Gene decides, after the beach trip with Finny, that Finny is trying to sabotage his academic success. What triggers this is a conversation the two have after Gene fails his trigonometry test because of the beach time. Finny accuses him of working too hard and tells him he needs to lighten up. He informs Gene that he is too competitive, saying:
You want to be head of the class, valedictorian, so you can make a speech on Graduation Day—in Latin or something boring like that probably—and be the boy wonder of the school. I know you.
Gene outwardly denies this, but inwardly admits it is true. He does want to be head of class because it will make him "even" with Finny, who is sure to win all the athletic awards. All of a sudden Gene, remembering that the prep school is a "jungle" where it is impossible to trust anyone, decides that Finny is just pretending to be his friend in order to derail him from success, "he minded, despised the possibility that I might be the head of the school."
All of this tells us much more about Gene's distrustful, competitive nature than it does about Finny. As Gene later realizes, he projected his own fears and "shadow" on his friend. Finny did genuinely want Gene to enjoy life and didn't have any interest in sabotaging him. Gene, of course, feels bad about this later.
After the trip to the beach, Gene flunks a test because he spent his study time at the beach instead of in his room. When he and Finny talk about how much Gene studies, Gene begins to suspect that Finny is trying to keep him from studying in order to make sure that Gene doesn't overshadow Finny academically. Gene wants to be valedictorian so he can prove he is just as good as Finny is at something, so he believes Finny is trying to sabotage his studies with trips to the beach, club meetings, blitzball, etc. His own jealousy of Finny leads him to this conclusion, even though Finny never directly says anything to prove Gene's theory. This all adds to Gene's guilt later in the story when he figures out that Finny was just trying to be a good friend all along.
In A Separate Peace, after the overnight trip to the beach, what does Gene decide Finny is trying to do to him?What leads Gene to this conclusion? How does Gene feel when he realizes he is wrong?
After Gene and Finny return from their overnight trip to the beach, Gene concludes that Finny is trying to deliberately sabotage his grades by keeping him too busy and distracted to study. He decides this after he fails his trigonometry test, "the first test (he) had ever flunked". Because Finny had insisted that they take the trip to the beach and blithely overlooked every protest Gene had made that he had to study, Gene had not been able to even look at the subject matter the night before. Finny's endless diversions continue even after Gene fails the test with the insistence that he take part in blitzball and the activities of the Super Suicide Society. Angry and frustrated, Gene thinks about their situation and concludes that Finny is jealous of him, and bitterly competitive - because while Gene is
"more and more certainly becoming the best student in the school; Phineas (is) without question the best athlete, so in that way (they are) even..but while (Finny is) a very poor student (Gene is) a pretty good athlete, and when everything (is) thrown into the scales they (will) in the end tilt definitely toward (Gene)".
In Gene's mind now, Finny is trecherously trying to make him (Gene) do poorly academically so that he (Finny) will be the best overall in school.
Gene finally gets through to Finny when he vehemently protests that he can't attend the latest meeting of the Suicide Society because his grades are being ruined. Finny inexplicably listens this time, regarding Gene "with an interested, surprised expression". He tells Gene not to go, explaining simply that he had thought Gene did not need to study, that things "just came to (him)", and he humbly denigrates his own academic ability in comparison to Gene's great intelligence. At this point, Gene is thoroughly confused, and deeply resentful, in the throes of "new dimensions of isolation". On the one hand, he feels guilty for ever having doubted Finny's motives, and is in awe at Finny's nobility; Gene feels he is "not of the same quality as he". On the other hand, this sense that Finny really is so much better than him infuriates Gene, and he goes to the Suicide Society meeting at his own insistence, feeling confused and deeply resentful (Chapter 4).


## INSTRUCTIONS FOR THE TASK
Will you write out, word for word, every line from the one with "This screenshot has height=732, width=1538." to the final line of the data below, with the pictures left out?

## SUPPLIED DATA
_ _ _ _

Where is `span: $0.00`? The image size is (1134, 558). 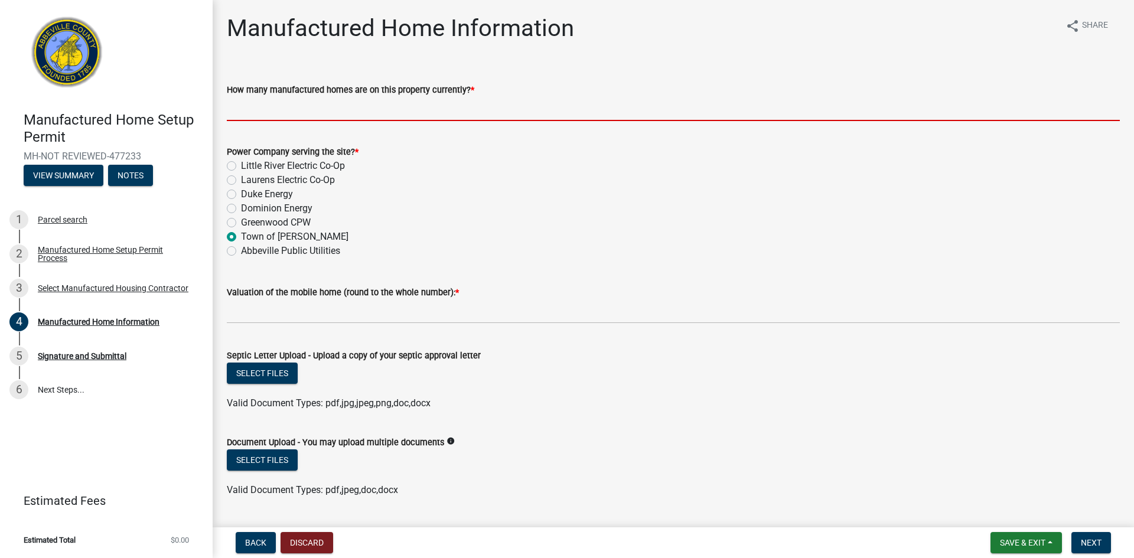
span: $0.00 is located at coordinates (180, 540).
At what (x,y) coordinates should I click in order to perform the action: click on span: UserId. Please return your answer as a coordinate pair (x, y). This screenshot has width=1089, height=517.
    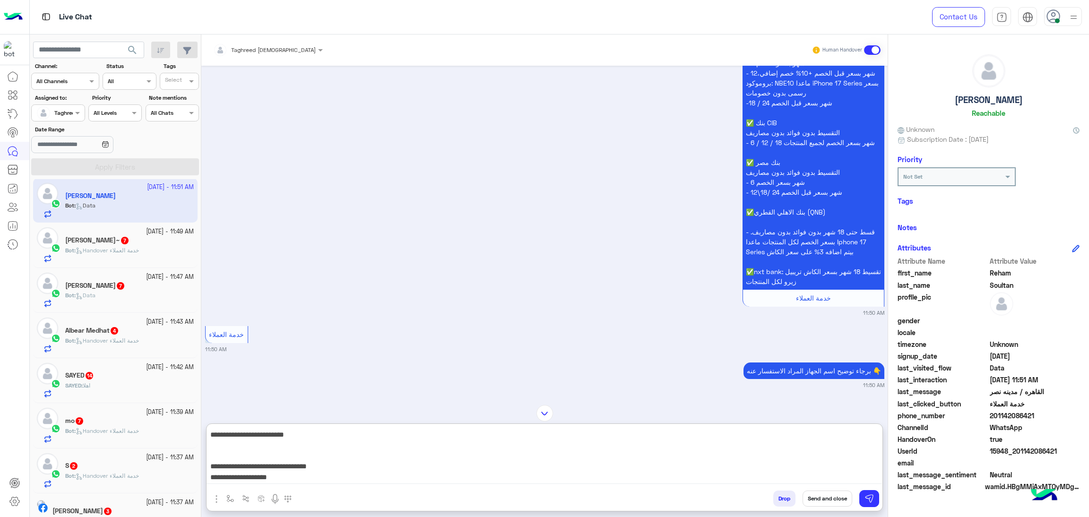
    Looking at the image, I should click on (943, 451).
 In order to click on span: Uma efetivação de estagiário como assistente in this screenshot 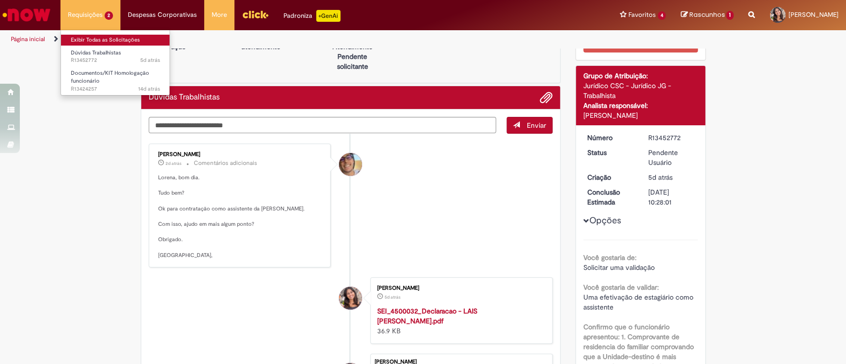, I will do `click(639, 302)`.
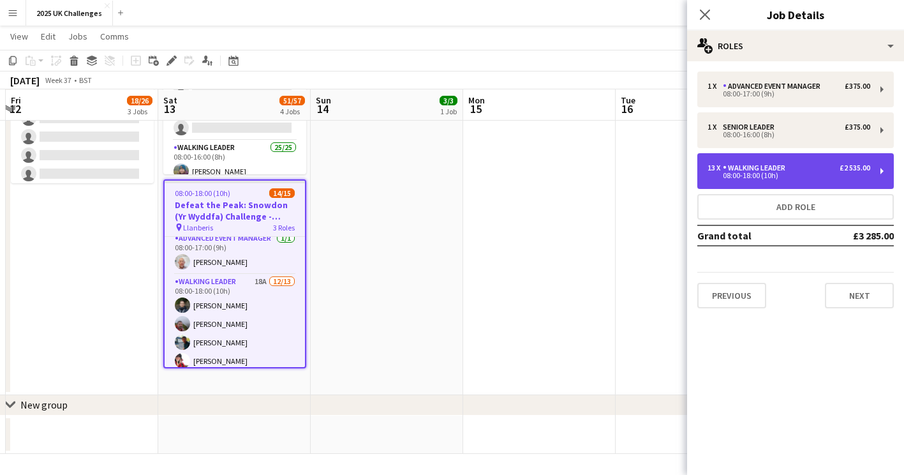 Image resolution: width=904 pixels, height=475 pixels. Describe the element at coordinates (78, 36) in the screenshot. I see `a: Jobs` at that location.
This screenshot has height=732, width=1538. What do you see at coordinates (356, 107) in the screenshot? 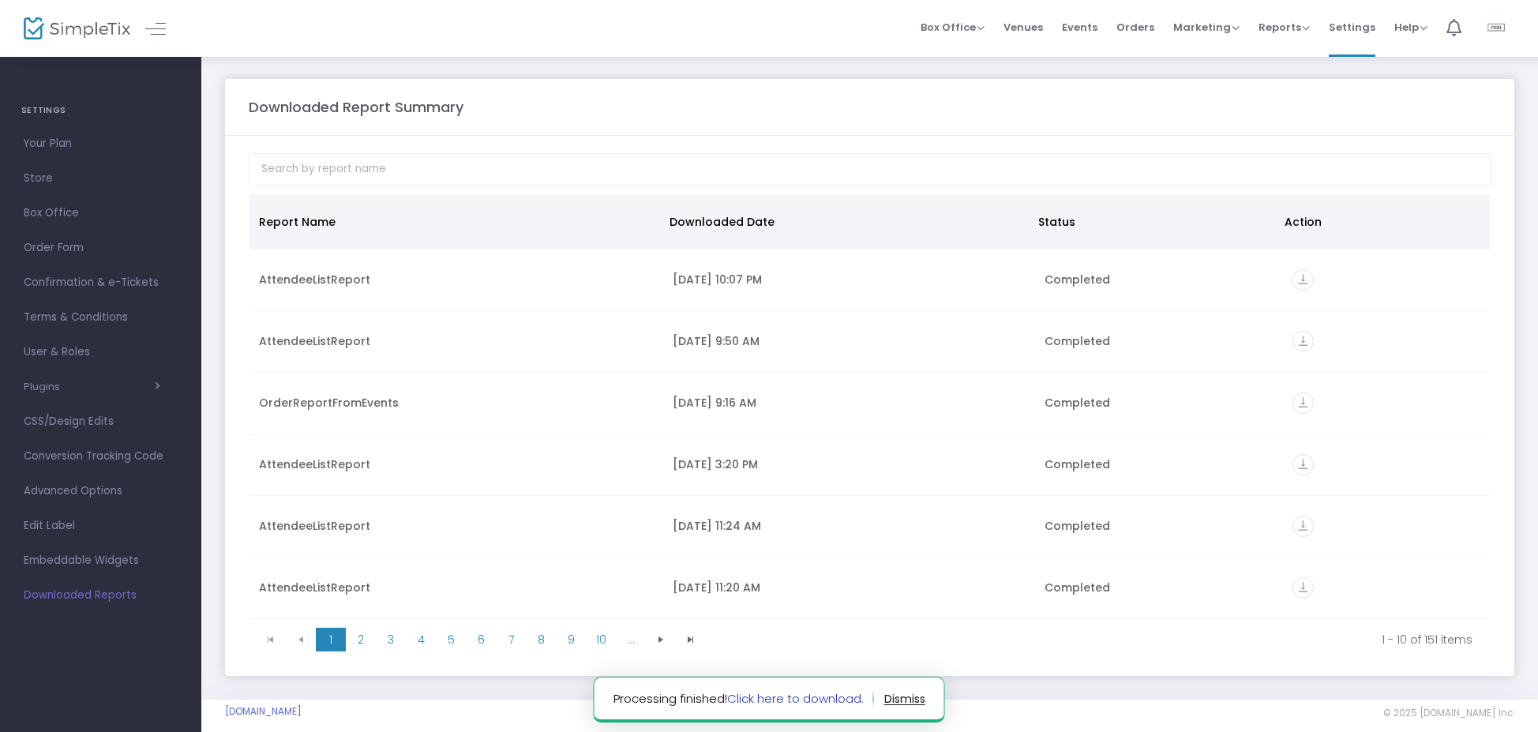
I see `m-panel-title: Downloaded Report Summary` at bounding box center [356, 107].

_ _ _ _

## PROBLEM SOLUTION
This screenshot has height=732, width=1538. What do you see at coordinates (356, 107) in the screenshot? 
I see `m-panel-title: Downloaded Report Summary` at bounding box center [356, 107].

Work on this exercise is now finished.